Do you think the locavore movement is here to stay?
It’s certainly interesting and an inspiration, but I prefer not to get obsessive over it and eat nothing but apples all winter. I think preserving food is great and have childhood memories of parties when we’d all help boiling and peeling tomatoes to prepare for the winter.

What can we expect from you and Chef Bourdain? A food fight?
He likes to roast me first, then it is my turn. We both love food—Anthony is less fine dining, but he likes good food and he knows good ingredients.

I know you are partial to Bordeaux (and tequila), but have you tasted Virginia wine?
I love scotch now too! I haven’t tried Virginia wine, but will have a good opportunity to when I come to Charlottesville.

“No Reservations” chef Anthony Bourdain will bring his foodie smarts and sharp tongue to the Paramount stage this weekend.

The bad chef
Anthony Bourdain is crass, offensive and grumpy—but we can’t seem to get enough of him. The foul-mouthed, omnivorous chef became a household name in 2000 with his best-selling book, Kitchen Confidential, in which he exposed the good, the bad and the downright unappetizing subculture of the restaurant world. He became a television star in 2005 when his book A Cook’s Tour inspired a Travel Channel show called “No Reservations,” with Bourdain serving as our intrepid, chain-smoking (though he recently kicked that habit), heavily imbibing host.

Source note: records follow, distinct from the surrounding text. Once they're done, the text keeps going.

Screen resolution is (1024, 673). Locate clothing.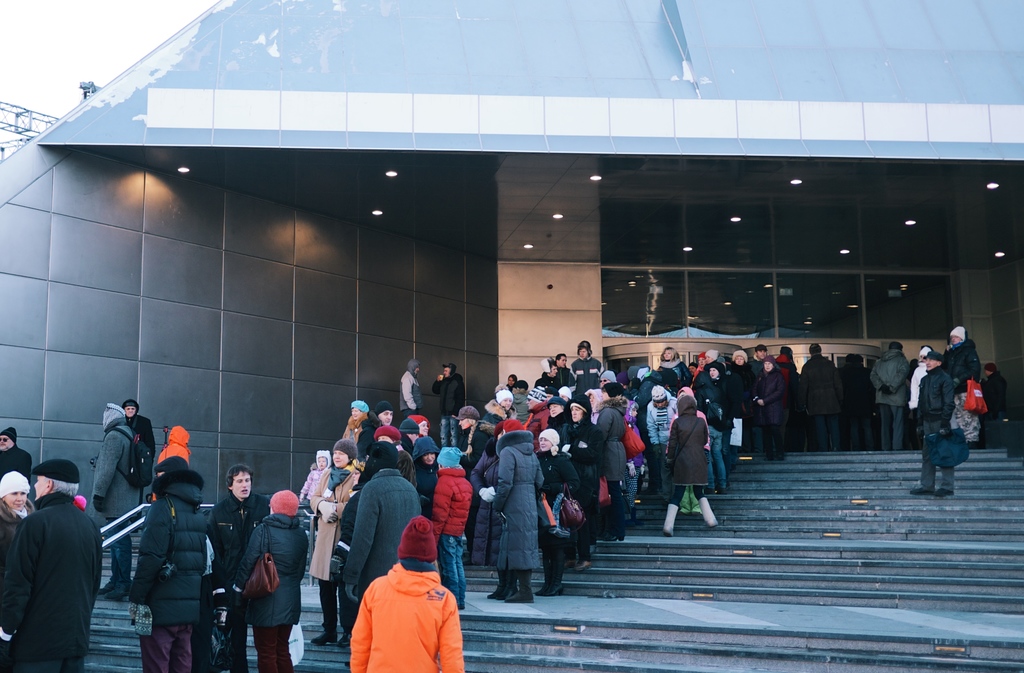
942,340,983,441.
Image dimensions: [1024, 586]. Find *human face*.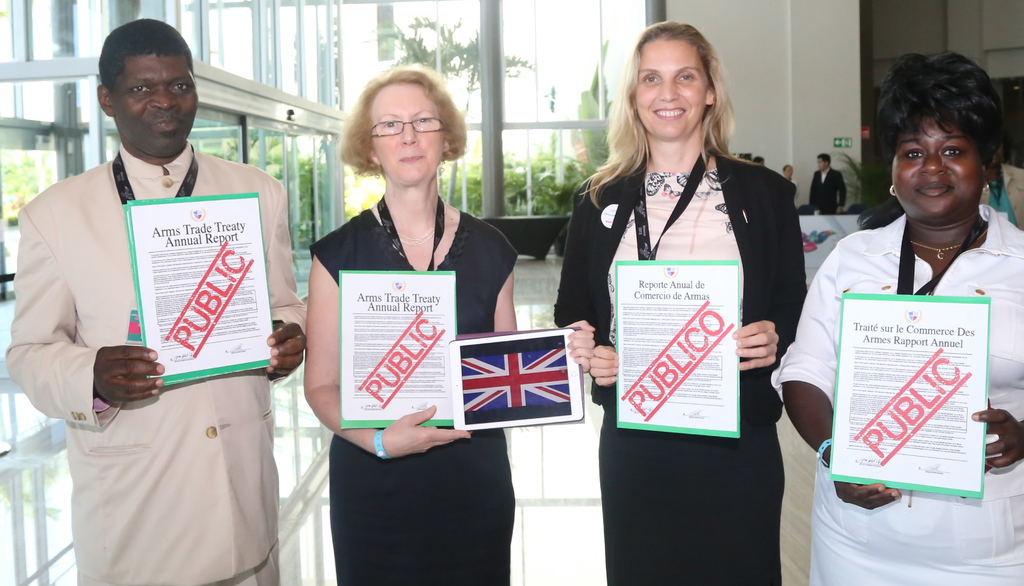
x1=113 y1=56 x2=196 y2=158.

After nine seasons of putting anything and everything into his mouth (he once swallowed a still-beating cobra heart in Vietnam) and letting anything and everything spew out of it (he once called the butter-slathering Food Network star Paula Dean the worst, most dangerous person to America), he debuts a new series called “The Layover” on November 21, where he eats and drinks his way through a city—“from dive bars to five stars”—in 24 to 48 hours. His latest book, Medium Raw: A Bloody Valentine to the World of Food and the People Who Cook, returns to the underbelly of the culinary world through interviews with other controversial foodie figures. Keep feeding us, Tony—we’re always hungry for more.

The chefs’ chef
Pei Chang, Ten’s executive chef who’s cooked for the Grammys and Oscars at the Kodak Theater in Los Angeles, wasn’t nervous about cooking for Chefs Eric Ripert and Anthony Bourdain—that is, until people started asking him if he was. Of course, he has no reason for nerves. Chang’s cooked at the second floor sushi mecca on-and-off since it opened in 2006 (with stints at Keswick in between, where his brother-in-law, Dean Maupin, is executive chef) and has been at the kitchen’s helm for a year and a half now.

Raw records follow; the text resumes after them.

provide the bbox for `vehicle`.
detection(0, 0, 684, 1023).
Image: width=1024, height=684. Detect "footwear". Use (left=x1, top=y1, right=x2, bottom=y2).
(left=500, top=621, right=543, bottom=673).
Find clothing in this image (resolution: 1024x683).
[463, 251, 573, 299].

After Bourdain and Ripert entertain a sold-out audience at the Paramount, they’ll head to Ten with 150 VIP ticket holders to sign books and chat over drinks and passed hors d’oeuvres. Although Chang’s never met the chefs, he knows from their books and television shows that they love the clean and simple flavors of Asian food and plans to do what he does best—sushi and a few grilled items—just gussied up a bit. “What do you serve people who’ve eaten everything in the world?” said Chang. He’s especially excited about the o-toro sushi with white truffle paste he has planned for the evening.